Waller Creek renewal
Austin architect Larry Speck among semifinalists in Waller Creek designcompetition
The semifinalists for an international competition to redesign Waller Creek in downtown Austin will be made public late Sunday, and Austin architect Larry Speck is on that list, sources told CultureMap on Saturday night.
Nine design teams from around the world have been notified that they will move to stage II of the competition. From there, the field will be narrowed down in April to the finalists who will start submitting designs and ideas to the public by the end of next year.
Officials with the Waller Creek Conservancy, charged with rebuilding and renewing the blighted creek area, declined to release the names, but sources said Speck, who was interviewed in December by CultureMap about his entry into the competition, was on the list. Speck is an Austinite and UT professor whose handiwork can be seen in such Austin icons as the Town Lake complex, the Second Street District and the Austin Convention Center.
Also included in his long list of accomplishments is Discovery Green in Houston, a project Waller Creek advocates and designers of all stripes have called an incredible success story and perfect illustration of how one well-designed urban space can completely transform the way a city’s residents enjoy their hometown. Speck is a principal in the architectural firm of PageSoutherlandPage in Austin.
“It’s a really, really important project,” he told CultureMap last month. “Everybody’s out there looking for those moments where you can do a Discovery Green or a High Line in New York or a San Antonio Riverwalk, and really be able to see a palpable change in a city that comes from some kind of physical gesture like that.”
Waller Creek, certainly, is one of those moments. Burbling dankly between its polluted banks in a flood plain that doubles as a flop house and waste repository, Waller Creek has long been a blessing and a bane for Austin, which in recent years has worked hard to revitalize the downtown area but has never been able to develop Waller for flood reasons.
Even in the 1980s, when Speck was a cub architect working on the Town Lake complex, people were talking about building a tunnel under the creek to divert the floodwaters and make development feasible.
Better late than never. The tunnel is finally under construction and the conservancy hopes to have designs ready to show the public later this year.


» **ACTIVITY**: All entries below are to be written out again exactly, but no picture is to be copied.

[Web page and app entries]

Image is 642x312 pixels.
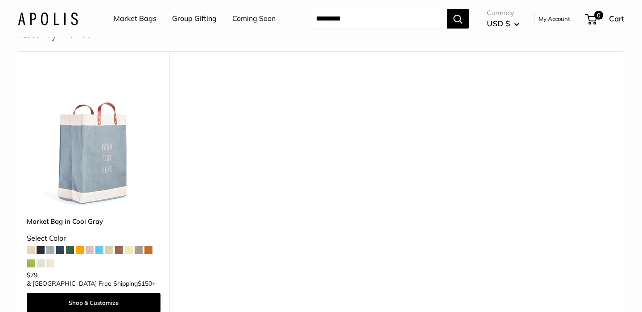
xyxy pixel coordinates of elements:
[487,17,520,31] button: USD $
[27,74,161,207] img: Market Bag in Cool Gray
[309,9,447,29] input: Search...
[539,13,570,24] a: My Account
[172,12,217,25] a: Group Gifting
[595,11,603,20] span: 0
[27,74,161,207] a: Market Bag in Cool GrayMarket Bag in Cool Gray
[27,293,161,312] a: Shop & Customize
[586,12,624,26] a: 0 Cart
[609,14,624,23] span: Cart
[447,9,469,29] button: Search
[18,12,78,25] img: Apolis
[27,216,161,227] a: Market Bag in Cool Gray
[232,12,276,25] a: Coming Soon
[114,12,157,25] a: Market Bags
[138,280,152,288] span: $150
[487,19,510,28] span: USD $
[27,271,37,279] span: $79
[27,281,156,287] span: & [GEOGRAPHIC_DATA] Free Shipping +
[27,232,161,245] div: Select Color
[487,7,520,19] span: Currency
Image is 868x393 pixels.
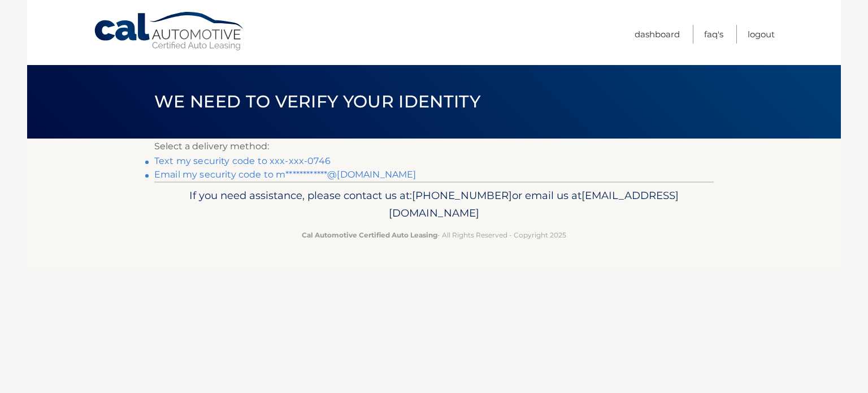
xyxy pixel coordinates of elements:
a: Logout [747,24,775,44]
span: We need to verify your identity [155,91,480,112]
p: Select a delivery method: [155,139,713,155]
span: [PHONE_NUMBER] [412,189,512,202]
p: If you need assistance, please contact us at: or email us at [162,187,706,223]
a: Dashboard [635,24,679,44]
p: - All Rights Reserved - Copyright 2025 [162,229,706,241]
strong: Cal Automotive Certified Auto Leasing [302,231,437,239]
a: FAQ's [704,24,723,44]
a: Cal Automotive [93,11,245,52]
a: Text my security code to xxx-xxx-0746 [155,155,331,166]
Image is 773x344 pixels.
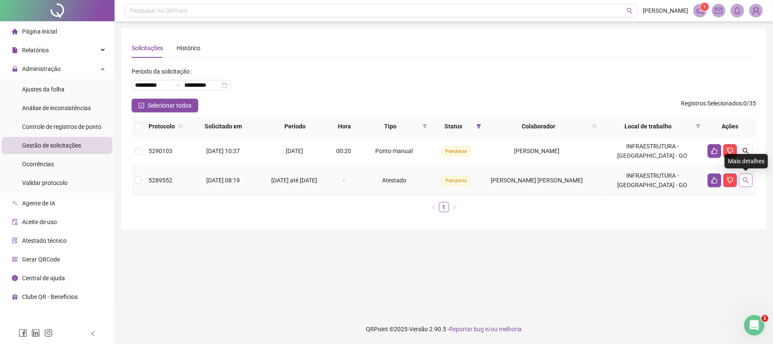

» **FINAL ANSWER**:
Image is 642x312 pixels.
xyxy pixel coordinates of elements:
[487,17,520,31] button: USD $
[27,74,161,207] img: Market Bag in Cool Gray
[309,9,447,29] input: Search...
[539,13,570,24] a: My Account
[172,12,217,25] a: Group Gifting
[595,11,603,20] span: 0
[27,74,161,207] a: Market Bag in Cool GrayMarket Bag in Cool Gray
[27,293,161,312] a: Shop & Customize
[586,12,624,26] a: 0 Cart
[609,14,624,23] span: Cart
[447,9,469,29] button: Search
[18,12,78,25] img: Apolis
[27,216,161,227] a: Market Bag in Cool Gray
[232,12,276,25] a: Coming Soon
[114,12,157,25] a: Market Bags
[138,280,152,288] span: $150
[487,19,510,28] span: USD $
[27,271,37,279] span: $79
[27,281,156,287] span: & [GEOGRAPHIC_DATA] Free Shipping +
[27,232,161,245] div: Select Color
[487,7,520,19] span: Currency
Image is 868x393 pixels.
xyxy pixel coordinates of elements:
a: Logout [747,24,775,44]
span: We need to verify your identity [155,91,480,112]
p: Select a delivery method: [155,139,713,155]
span: [PHONE_NUMBER] [412,189,512,202]
p: If you need assistance, please contact us at: or email us at [162,187,706,223]
a: Dashboard [635,24,679,44]
p: - All Rights Reserved - Copyright 2025 [162,229,706,241]
strong: Cal Automotive Certified Auto Leasing [302,231,437,239]
a: FAQ's [704,24,723,44]
a: Cal Automotive [93,11,245,52]
a: Text my security code to xxx-xxx-0746 [155,155,331,166]
Image is 773x344 pixels.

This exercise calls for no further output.